Journalist Sunny Hundal filmed the exchange, during which the woman said, "I agree with what they're saying; it's wrong what you're doing. You don't know why people are doing what they're doing." Later she said, "Making women feel guilty is so wrong, so fucking wrong."

The main thrust of Pregnant Hero Lady's argument was that the kids' charity she works for, Kids Company, was located nearby, and that the children being helped by them shouldn't have to see banners with bloodied foetuses on them. "Many people have been abused, you don't know what their reasons [are]," she said. "This is just so wrong on so many levels." Then she pointed to the big banner and tutted, and the bloke with the camera looked really sheepish and ashamed, like he was being told off in front of all his mates by his mum.

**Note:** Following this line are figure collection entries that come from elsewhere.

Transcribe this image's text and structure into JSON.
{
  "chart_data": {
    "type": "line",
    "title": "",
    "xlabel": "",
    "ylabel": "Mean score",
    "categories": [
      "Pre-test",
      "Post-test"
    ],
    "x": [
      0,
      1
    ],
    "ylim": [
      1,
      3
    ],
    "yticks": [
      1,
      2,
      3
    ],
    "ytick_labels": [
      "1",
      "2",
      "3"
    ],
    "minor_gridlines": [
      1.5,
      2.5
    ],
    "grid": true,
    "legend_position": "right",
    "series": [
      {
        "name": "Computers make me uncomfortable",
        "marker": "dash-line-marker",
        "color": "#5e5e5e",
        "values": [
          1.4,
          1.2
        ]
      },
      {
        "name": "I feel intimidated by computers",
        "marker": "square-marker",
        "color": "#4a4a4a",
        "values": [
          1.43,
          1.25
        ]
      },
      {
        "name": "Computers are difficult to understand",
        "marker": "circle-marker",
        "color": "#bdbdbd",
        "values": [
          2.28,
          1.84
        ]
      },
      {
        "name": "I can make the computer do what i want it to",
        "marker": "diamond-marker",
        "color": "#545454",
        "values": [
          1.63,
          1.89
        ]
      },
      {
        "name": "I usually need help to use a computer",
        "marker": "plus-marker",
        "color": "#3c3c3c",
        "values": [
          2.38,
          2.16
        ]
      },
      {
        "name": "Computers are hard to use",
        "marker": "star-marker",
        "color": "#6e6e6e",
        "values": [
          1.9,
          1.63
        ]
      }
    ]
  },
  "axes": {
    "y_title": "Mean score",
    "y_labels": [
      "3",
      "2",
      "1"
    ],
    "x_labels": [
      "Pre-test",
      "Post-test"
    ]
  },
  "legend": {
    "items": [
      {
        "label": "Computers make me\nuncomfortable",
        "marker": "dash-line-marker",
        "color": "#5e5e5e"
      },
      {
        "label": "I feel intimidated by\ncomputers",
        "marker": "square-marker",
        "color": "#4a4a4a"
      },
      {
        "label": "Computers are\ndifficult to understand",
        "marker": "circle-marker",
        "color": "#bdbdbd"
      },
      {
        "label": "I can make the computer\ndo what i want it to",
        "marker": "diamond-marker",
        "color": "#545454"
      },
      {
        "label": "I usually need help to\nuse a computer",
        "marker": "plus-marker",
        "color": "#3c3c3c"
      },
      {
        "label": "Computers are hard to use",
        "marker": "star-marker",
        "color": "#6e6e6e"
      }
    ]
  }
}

Obviously abortion is a big issue, especially at the moment, as the group behind the protest—British Pregnancy Advisory Services, or BPAS—campaigns to enforce buffer zones outside abortion clinics and GP surgeries. (Similar tactics are being employed in America, where anti-abortion groups are going as far as building fake crisis centers where pregnant women are sat down and given pro-life lectures.) Infiltrating pro-life groups in the US shows that shock tactics really do warn people away from seeking help. The UK pro-life movement is armed with plastic fetuses and vigils, but they are just as persistent. It's weird how being on one side or another of the abortion issue seems to bring out the "let's stand outside buildings with photos of bloodied fetuses" in people. No other issue seems to inspire so much outrage, so many carefully laminated placards and posters.

Abort67, whose volunteers took part in the protest, reckon the woman might be a stooge, and seem to think that harassing their team of pamplet-holding harrassers is somehow worse than harassing vulnerable women who are seeking a perfectly legal medical procedure. Cool argument. In the meantime, if you're into it, Kids Company have a Christmas fundraiser that is currently only 34 percent toward its goal.